Every so often a beach read shows up in a swimsuit and leaves wearing something considerably heavier. “The Shampoo Effect,” Jenny Jackson’s latest, spends its first hundred pages convincing you it’s a sun-drenched romance about a woman who moves to a picturesque coastal town and falls for a floppy-haired local. Stick around. By the final chapters, it has quietly become a study of what happens when old friendships curdle and new love arrives with strings nobody mentioned.
Caroline Lash is 28, freshly awarded an eighteen-month writer’s residency in a beach cottage in the fictional Massachusetts town of Greenhead, and instantly out of her depth. A meet-cute involving a dropped jelly doughnut on a train introduces her to Van Whittaker, and what follows has the rhythm of a classic summer romance: stolen glances, small-town charm, a slow-building courtship. But Van comes with a lifelong circle of friends who have no interest in making room for an outsider, and Caroline’s arrival sets off a chain reaction the book’s title captures perfectly. A second squeeze of shampoo, applied to hair that’s already lathered, produces a disproportionate amount of suds. So it goes with old resentments and buried history once a new element gets introduced to a closed system.
What makes the novel work is Jackson’s refusal to let anyone stay simple. Caroline is sympathetic but not blameless; when she’s wronged by Van’s friends, her retaliation is petty enough to sting rather than satisfy. Van himself turns out to be less a prize than a puzzle, especially once his on-again, off-again ex resurfaces pregnant with a complication that predates Caroline entirely. Jackson, who spent years as a book editor before turning to fiction, writes with the instincts of someone who has read a thousand versions of this setup and knows exactly which beats to subvert.
Critics have largely embraced the book’s bait-and-switch structure. The consensus among reviewers is that it reads like a rom-com on the surface while doing the work of a sharper social novel underneath, tracing how midlife friend groups calcify and how painful it can be to actually break into one. Some have noted that the shift in tone, from breezy to genuinely melancholic, arrives abruptly enough to catch readers off guard if they came purely for escapism. Others have praised exactly that turn as the novel’s strongest asset, arguing that Jackson earns the heavier material by grounding it in specific, lived-in details about jealousy, loyalty, and the exhausting math of adult friendship.
The prose itself is unfussy and propulsive, built for exactly the kind of one-sitting reading a beach trip demands, but it rewards attention too. Small images recur and pay off later; a joke in chapter three becomes a gut-punch by chapter twenty. If “The Shampoo Effect” occasionally leans on familiar rom-com scaffolding, it uses that familiarity as camouflage for something sneakier and considerably more interesting.
Verdict: Pack it for the beach, but don’t expect to leave it entirely behind once the trip is over. Jackson has written a novel that knows exactly what it’s pretending to be.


## What this task involves
Where a line contains the word "screenshot", copy that line from the records below.

## The input
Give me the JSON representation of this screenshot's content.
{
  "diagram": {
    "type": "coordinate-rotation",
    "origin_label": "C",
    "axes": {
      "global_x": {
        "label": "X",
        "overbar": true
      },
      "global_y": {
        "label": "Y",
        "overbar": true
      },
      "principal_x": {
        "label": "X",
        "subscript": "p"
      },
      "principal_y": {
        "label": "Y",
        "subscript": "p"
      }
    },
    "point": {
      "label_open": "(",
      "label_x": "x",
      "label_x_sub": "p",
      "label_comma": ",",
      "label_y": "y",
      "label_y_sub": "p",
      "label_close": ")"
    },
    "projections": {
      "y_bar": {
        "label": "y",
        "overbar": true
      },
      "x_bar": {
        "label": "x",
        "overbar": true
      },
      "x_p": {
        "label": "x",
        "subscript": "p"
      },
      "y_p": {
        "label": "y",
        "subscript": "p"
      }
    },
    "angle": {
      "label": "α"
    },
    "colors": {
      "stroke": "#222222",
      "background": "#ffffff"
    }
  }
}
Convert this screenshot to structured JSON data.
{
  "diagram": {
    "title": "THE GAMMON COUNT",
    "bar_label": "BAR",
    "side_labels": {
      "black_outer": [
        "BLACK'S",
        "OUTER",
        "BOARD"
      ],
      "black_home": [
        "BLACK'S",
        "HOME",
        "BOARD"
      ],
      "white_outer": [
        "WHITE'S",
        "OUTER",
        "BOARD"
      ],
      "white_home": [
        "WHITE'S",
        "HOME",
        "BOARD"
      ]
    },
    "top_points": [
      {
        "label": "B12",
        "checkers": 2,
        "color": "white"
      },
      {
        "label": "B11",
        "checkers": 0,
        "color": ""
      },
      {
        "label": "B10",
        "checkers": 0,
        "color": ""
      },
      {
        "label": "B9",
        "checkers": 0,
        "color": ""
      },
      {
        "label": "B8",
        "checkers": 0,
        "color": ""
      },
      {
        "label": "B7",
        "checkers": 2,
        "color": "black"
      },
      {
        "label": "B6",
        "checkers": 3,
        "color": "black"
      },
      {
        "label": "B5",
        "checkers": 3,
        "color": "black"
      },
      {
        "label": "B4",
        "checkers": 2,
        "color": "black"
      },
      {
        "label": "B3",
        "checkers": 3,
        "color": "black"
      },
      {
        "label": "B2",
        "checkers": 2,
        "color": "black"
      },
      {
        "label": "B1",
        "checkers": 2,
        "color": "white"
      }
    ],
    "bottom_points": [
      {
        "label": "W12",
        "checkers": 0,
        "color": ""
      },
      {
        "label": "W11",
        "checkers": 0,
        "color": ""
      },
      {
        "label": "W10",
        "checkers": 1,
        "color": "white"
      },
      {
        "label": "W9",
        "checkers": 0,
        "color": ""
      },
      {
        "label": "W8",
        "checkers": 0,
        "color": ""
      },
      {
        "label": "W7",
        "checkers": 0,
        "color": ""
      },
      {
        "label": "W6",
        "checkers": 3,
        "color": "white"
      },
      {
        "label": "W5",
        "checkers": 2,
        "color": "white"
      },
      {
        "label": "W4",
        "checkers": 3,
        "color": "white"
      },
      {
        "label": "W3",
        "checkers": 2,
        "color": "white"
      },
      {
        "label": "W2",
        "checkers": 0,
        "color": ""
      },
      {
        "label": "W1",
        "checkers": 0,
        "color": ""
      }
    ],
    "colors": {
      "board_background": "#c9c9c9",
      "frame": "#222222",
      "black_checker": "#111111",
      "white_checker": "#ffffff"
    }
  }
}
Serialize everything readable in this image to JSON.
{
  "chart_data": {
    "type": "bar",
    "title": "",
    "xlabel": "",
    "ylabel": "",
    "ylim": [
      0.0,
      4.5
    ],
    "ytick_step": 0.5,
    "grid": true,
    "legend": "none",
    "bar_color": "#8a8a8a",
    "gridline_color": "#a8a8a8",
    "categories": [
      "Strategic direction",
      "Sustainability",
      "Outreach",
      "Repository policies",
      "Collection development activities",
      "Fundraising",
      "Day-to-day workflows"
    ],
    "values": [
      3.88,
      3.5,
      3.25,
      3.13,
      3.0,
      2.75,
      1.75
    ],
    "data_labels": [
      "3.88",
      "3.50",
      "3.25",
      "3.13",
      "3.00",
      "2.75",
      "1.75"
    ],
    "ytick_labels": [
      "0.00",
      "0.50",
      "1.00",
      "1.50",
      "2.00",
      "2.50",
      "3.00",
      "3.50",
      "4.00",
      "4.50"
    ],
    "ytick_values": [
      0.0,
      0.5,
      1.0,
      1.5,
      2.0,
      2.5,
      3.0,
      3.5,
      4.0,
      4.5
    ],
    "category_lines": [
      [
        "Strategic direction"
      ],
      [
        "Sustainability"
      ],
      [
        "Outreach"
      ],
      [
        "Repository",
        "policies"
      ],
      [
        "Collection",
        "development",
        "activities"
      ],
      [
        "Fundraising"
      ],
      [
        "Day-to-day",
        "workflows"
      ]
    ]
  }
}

## Exercise answer
Give me the JSON representation of this screenshot's content.
Convert this screenshot to structured JSON data.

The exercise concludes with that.